Terell Boyd was one of the four people accused of being responsible for the deadly shooting.
READ ALSO | 2nd man found not guilty in shooting death of 7-year-old Chicago girl in 2020
Nearly five years after the murder, a judge found Boyd not guilty on all counts, including murder and aggravated battery.
Boyd's brothers, Davion Mitchel and Kevin Boyd, were among the others charged for her death.
Davion Mitchel was found not guilty on all counts.
Kevin Boyd was previously found guilty of murder and aggravated battery and aggravated discharge of a firearm. He is due in court on Thursday.
Reginald Merrill was accused of driving the brothers for the shooting. Merrill was found not guilty of murder and aggravated discharge of a firearm.
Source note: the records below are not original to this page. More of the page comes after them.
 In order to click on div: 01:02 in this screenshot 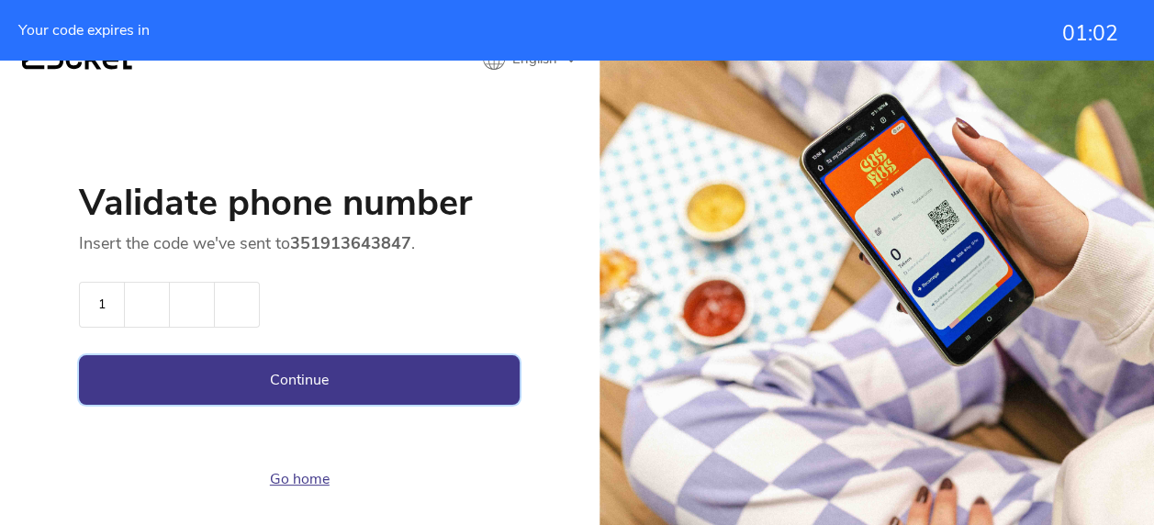, I will do `click(1089, 34)`.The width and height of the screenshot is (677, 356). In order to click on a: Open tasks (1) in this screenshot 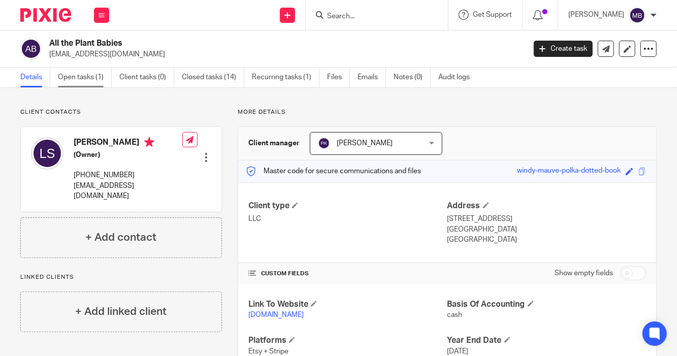, I will do `click(85, 77)`.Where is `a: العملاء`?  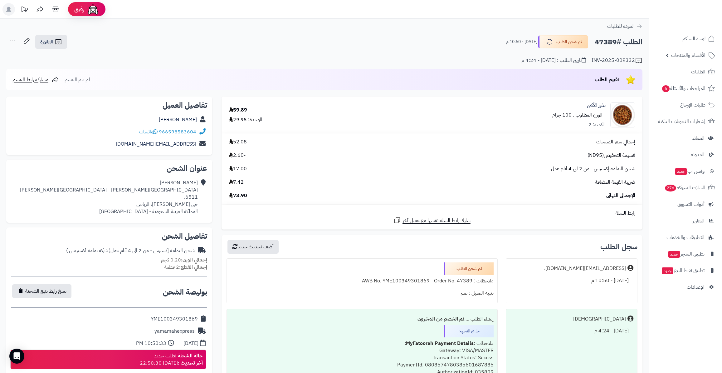 a: العملاء is located at coordinates (686, 138).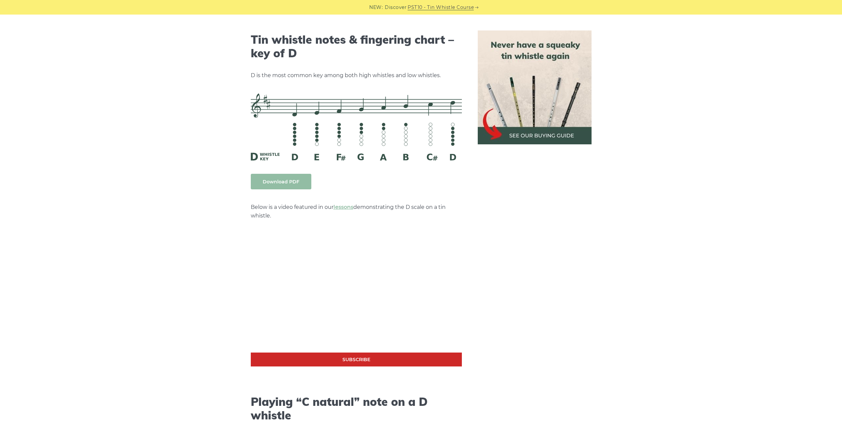 This screenshot has height=432, width=842. I want to click on p: Below is a video featured in our demonstrating the D scale on a tin whistle., so click(356, 211).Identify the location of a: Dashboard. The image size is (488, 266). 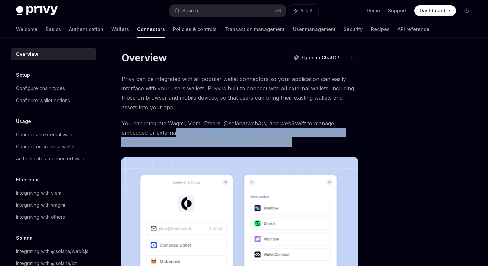
(435, 11).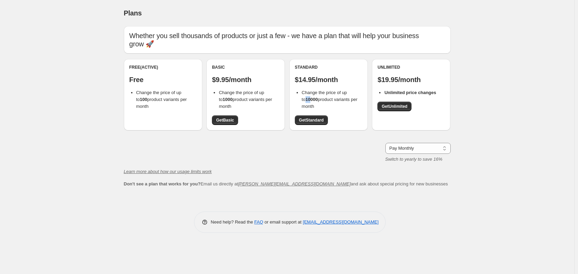  Describe the element at coordinates (411, 67) in the screenshot. I see `div: Unlimited` at that location.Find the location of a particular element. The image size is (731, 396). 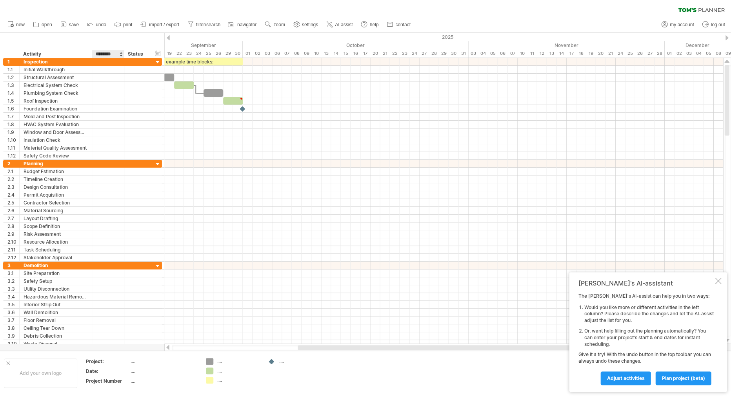

div: Timeline Creation is located at coordinates (56, 179).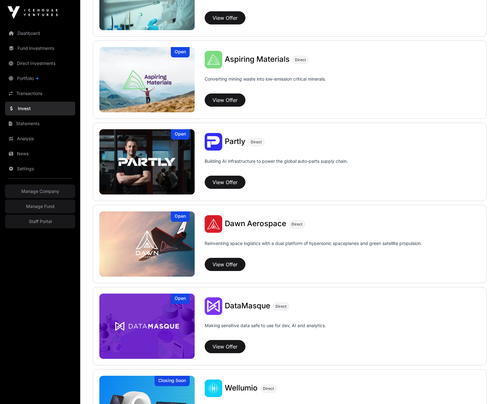  I want to click on a: Aspiring Materials, so click(257, 60).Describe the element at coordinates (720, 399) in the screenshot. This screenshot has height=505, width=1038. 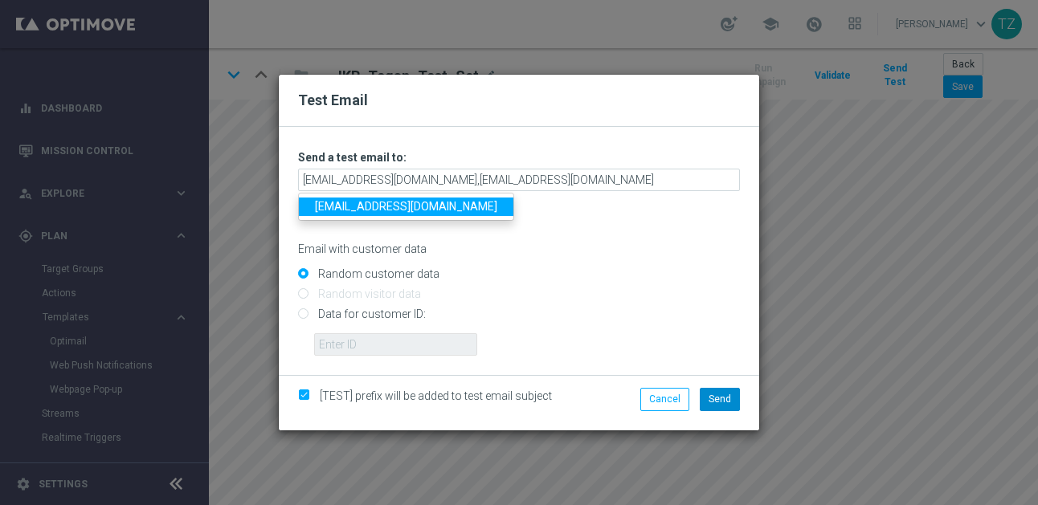
I see `button: Send` at that location.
Mitchel was found not guilty in April.
"Y'all lives go back to normal. And for me, me and mines, we still picking up the pieces," father Nathan Wallace said.
For more than five years, Wallace said he's had to walk into the Leighton Criminal Courthouse, hoping for justice in his daughter's murder, only to watch as a third man was acquitted of all charges. That hope for justice, he says, is now slowly dimming.
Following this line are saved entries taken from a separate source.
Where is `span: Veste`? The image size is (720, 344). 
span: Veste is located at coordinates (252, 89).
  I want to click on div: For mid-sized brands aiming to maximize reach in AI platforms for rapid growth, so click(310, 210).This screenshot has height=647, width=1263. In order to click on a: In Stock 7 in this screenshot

"I'm just torn and still trying to figure out how to go day-by-day living with something like that," Wallace said.
It's been a long five years of clenching on to fading memories, while fighting for closure in his daughter's murder case
"It's been torment," Wallace said. "She was really loving. She loved the crap out of 'Frozen.'"
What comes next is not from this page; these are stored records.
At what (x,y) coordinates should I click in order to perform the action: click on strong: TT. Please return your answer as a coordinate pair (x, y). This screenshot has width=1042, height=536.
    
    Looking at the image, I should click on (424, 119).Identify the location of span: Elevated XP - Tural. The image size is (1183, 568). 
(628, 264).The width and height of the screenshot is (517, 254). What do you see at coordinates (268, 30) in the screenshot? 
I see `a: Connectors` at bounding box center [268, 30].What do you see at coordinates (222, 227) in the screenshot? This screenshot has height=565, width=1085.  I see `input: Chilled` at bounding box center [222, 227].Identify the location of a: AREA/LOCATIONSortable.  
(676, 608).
Justice for Wallace, he says, is no longer worth the fight.
"Actually going to court and hearing the things that were done. Hearing it over and over, and to actually know three defendants had got off, I mean, I have no justice," Wallace said. "It was an ATF agent that said that she recognized him through video. The judge saying, 'I guess, it wasn't enough.'"
Wallace said he feels like he isn't doing enough.
"You know, fathers are supposed to be there to protect their child. And that day I feel like I failed, and every day I'm sitting there trying to make it up with the other kids," he said. "Everybody gets to go back to their regular lives, and I'm still picking up the pieces."